How Russia and China are bonding against the US

How Russia and China are bonding against the US

With another crisis looming on the Korean Peninsula, it’s extraordinary how old rivals Russia and China are — yet again — speaking with a single voice.

Presidents Vladimir Putin and Xi Jinping just had a summit in Moscow at which the countries issued a joint statement, articulating a common peace plan for the peninsula, and together condemning US militarization in the region.

Indeed, Russia and China have common interests there.

Both share a land border with North Korea and have diplomatic relations with Pyongyang.

It’s this desire, this fear of being hemmed in by the West and its allies, that is one of the factors pushing Moscow and Beijing together in a seemingly ever tightening embrace.

The two nations often vote in tandem at the UN Security Council, where both wield permanent member vetoes.

On Iran and Syria, Moscow and Beijing routinely follow each other’s line, usually putting them at loggerheads with the West. And there has been some alignment on North Korea, too.

It’s a potent diplomatic alliance between two giants who were once sworn communist rivals.

A brief border confrontation in 1969 threatened to spark a nuclear conflict between China and what was then the Soviet Union.

Decades of mutual suspicion followed.

But economics transformed the relationship, and as China emerged as one of the world’s biggest energy consumers, it was naturally drawn to one of the world’s biggest energy producers across a long, shared border.

For Russia, isolated by Western sanctions after its annexation of Crimea in 2014, China’s economic muscle proved an even more crucial financial lifeline and served to accelerate its geopolitical pivot east.

Hundreds of billions of dollars’ worth of deals, mainly in the energy and infrastructure sectors, have been agreed between the two nations.

There are, of course, still problems.

Scratch the surface, and many Russians remain deeply suspicious of their powerful Asian neighbor.

For emerging China, declining Russia doesn’t even make it into their list of top 10 trading partners.

Still, for Moscow and Beijing, their alliance appears well worth papering over the cracks.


**Problem:** Pull every line with "value" from the data below and copy it.

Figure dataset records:

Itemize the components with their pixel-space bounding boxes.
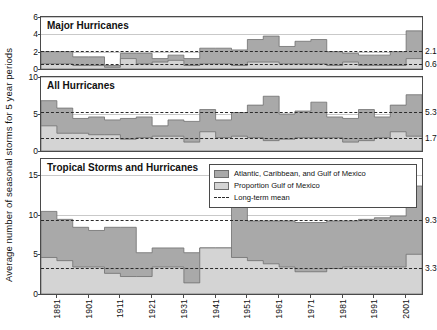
- panel-title-major-hurricanes: Major Hurricanes: [47, 20, 129, 31]
- x-axis-tick-mark: [278, 295, 279, 298]
- legend-label-mean: Long-term mean: [234, 194, 290, 202]
- legend-swatch-atlantic: [214, 170, 229, 178]
- x-axis-tick-label: 1971: [306, 299, 316, 319]
- x-axis-tick-mark: [246, 295, 247, 298]
- legend-item-mean: Long-term mean: [214, 192, 412, 203]
- legend: Atlantic, Caribbean, and Gulf of Mexico …: [209, 164, 417, 208]
- long-term-mean-value-label: 5.3: [425, 107, 437, 117]
- x-axis-tick-mark: [88, 295, 89, 298]
- x-axis-tick-label: 1961: [274, 299, 284, 319]
- long-term-mean-value-label: 9.3: [425, 215, 437, 225]
- y-axis-tick-mark: [38, 151, 41, 152]
- x-axis-tick-label: 2001: [401, 299, 411, 319]
- long-term-mean-line: [41, 112, 422, 113]
- x-axis-tick-label: 1901: [84, 299, 94, 319]
- y-axis-tick-label: 10: [29, 72, 38, 82]
- x-axis-tick-mark: [151, 295, 152, 298]
- y-axis-tick-mark: [38, 294, 41, 295]
- y-axis-label: Average number of seasonal storms for 5 …: [0, 0, 16, 330]
- long-term-mean-line: [41, 64, 422, 65]
- panel-title-all-hurricanes: All Hurricanes: [47, 80, 115, 91]
- y-axis-tick-mark: [38, 69, 41, 70]
- x-axis-tick-mark: [342, 295, 343, 298]
- x-axis-tick-mark: [119, 295, 120, 298]
- legend-swatch-gulf: [214, 182, 229, 190]
- panel-major-hurricanes: Major Hurricanes 02462.10.6: [40, 16, 423, 70]
- long-term-mean-line: [41, 51, 422, 52]
- x-axis-tick-mark: [310, 295, 311, 298]
- long-term-mean-value-label: 3.3: [425, 263, 437, 273]
- long-term-mean-line: [41, 138, 422, 139]
- long-term-mean-value-label: 1.7: [425, 133, 437, 143]
- x-axis-tick-mark: [373, 295, 374, 298]
- x-axis-tick-label: 1951: [242, 299, 252, 319]
- long-term-mean-value-label: 2.1: [425, 46, 437, 56]
- x-axis-tick-label: 1981: [338, 299, 348, 319]
- long-term-mean-value-label: 0.6: [425, 59, 437, 69]
- x-axis-tick-label: 1921: [147, 299, 157, 319]
- legend-item-gulf: Proportion Gulf of Mexico: [214, 180, 412, 191]
- x-axis-tick-label: 1991: [369, 299, 379, 319]
- long-term-mean-line: [41, 268, 422, 269]
- long-term-mean-line: [41, 220, 422, 221]
- x-axis-tick-mark: [183, 295, 184, 298]
- y-axis-tick-label: 10: [29, 210, 38, 220]
- x-axis-tick-label: 1941: [211, 299, 221, 319]
- x-axis-tick-mark: [215, 295, 216, 298]
- legend-label-atlantic: Atlantic, Caribbean, and Gulf of Mexico: [234, 170, 366, 178]
- x-axis-tick-label: 1911: [115, 299, 125, 318]
- panel-all-hurricanes: All Hurricanes 05105.31.7: [40, 76, 423, 152]
- panel-tropical-storms-and-hurricanes: Tropical Storms and Hurricanes Atlantic,…: [40, 158, 423, 295]
- y-axis-tick-label: 15: [29, 170, 38, 180]
- legend-dash-mean: [214, 197, 229, 198]
- x-axis-tick-mark: [405, 295, 406, 298]
- legend-label-gulf: Proportion Gulf of Mexico: [234, 182, 320, 190]
- panel-title-tropical-storms: Tropical Storms and Hurricanes: [47, 162, 198, 173]
- x-axis-tick-mark: [56, 295, 57, 298]
- x-axis-tick-label: 1891: [52, 299, 62, 319]
- x-axis-tick-label: 1931: [179, 299, 189, 319]
- legend-item-atlantic: Atlantic, Caribbean, and Gulf of Mexico: [214, 168, 412, 179]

**Expected answer:**
- long-term-mean-value-label: 5.3: [425, 107, 437, 117]
- long-term-mean-value-label: 9.3: [425, 215, 437, 225]
- long-term-mean-value-label: 3.3: [425, 263, 437, 273]
- long-term-mean-value-label: 1.7: [425, 133, 437, 143]
- long-term-mean-value-label: 2.1: [425, 46, 437, 56]
- long-term-mean-value-label: 0.6: [425, 59, 437, 69]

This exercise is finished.